AWARE: Prohibit gender discrimination and set quota for women in Parliament

Media release

Gender Equity Essential for Singapore’s Next Lap

AWARE-NUSS conference calls for Constitution to prohibit gender discrimination and quota set for women in Parliament

Singapore, March 8th 2011 – For all the progress made in the last 25 years, gender discrimination still exists in Singapore today.  This was the unanimous view of the 200 or so participants at the Women’s Choices, Women’s Lives: Shaping the Next 25 Years conference held on Sat 5 march.

This discrimination must be eradicated and gender equity achieved if Singapore is to truly flourish in the next 25 years and if the challenges of the low fertility rate and the ageing population are to be tackled effectively, the conference participants agreed.

The conference, organised by AWARE and the National University of Singapore Society, was a reprise of the eponymous 1984 NUSS forum which led to the founding of AWARE.  It marked both the close of AWARE’s 25th anniversary celebrations and the 100th anniversary of International Women’s Day on March 8th.

Following presentations by Singapore’s leading feminists, participants took part in facilitated group   discussions and drew up a gender equity wish list to present to policy makers.

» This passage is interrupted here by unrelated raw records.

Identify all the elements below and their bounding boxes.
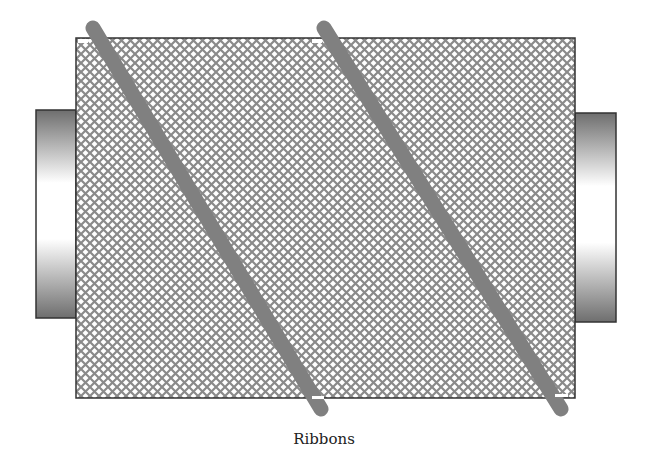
ribbon-cylinder-diagram bbox=[0, 0, 648, 473]
figure-caption: Ribbons bbox=[0, 430, 648, 448]
cylinder-mesh-body bbox=[76, 38, 575, 398]
left-end-cap bbox=[36, 110, 76, 318]
right-end-cap bbox=[575, 113, 616, 322]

The key recommendations to policy makers are:

  1. A quota of 30 per cent be set for women in Parliament as recommended by the Convention on the Elimination of All Forms of Discrimination Against Women (CEDAW), which was ratified by Singapore in 1995.
  2. The Singapore Constitution be amended to prohibit gender discrimination.
  3. All policies and legislation be reviewed and all gender discriminatory laws, policies and practices be removed or replaced with laws, policies and practices that promote an equitable and sustainable work-life balance for both women and men.
  4. Gender studies be added to the core curriculum for all students, and in the Civil Service.
  5. Budgetary allocations to health care be increased significantly so as to ensure the good health of older people.
  6. Care-giving (of the young and the elderly) should be recognised as a gender-neutral skill, and the quality of, and access to, care facilities and services for children, elderly and the disabled should be improved

Recommendations were also made for corporations and civil society, as well as individual men and women, to consider. The main ones are:

7.  Employers should adopt non-discriminatory policies and practices as part of their                organisations’ corporate culture, including zero tolerance of sexual harassment.

8.  Employers should optimise flexibility for employees in terms of workplace and                        working hours, based on the understanding that productivity is enhanced by                            workers who are able to sustain a supportive work-life balance.

9.  Civil society organisations, including trade unions, NGOs and VWOs, should                             systematically monitor and make known the impact on women of  discriminatory                   policies, laws and practices, especially those in the vulnerable groups such as older               women, disabled or minority women, and women in the lower-income group.

10.  Individual men and women should seek to build equal partnerships in all spheres                  of life, including the workplace and the home, with shared responsibilities for the                    care of the young and the old.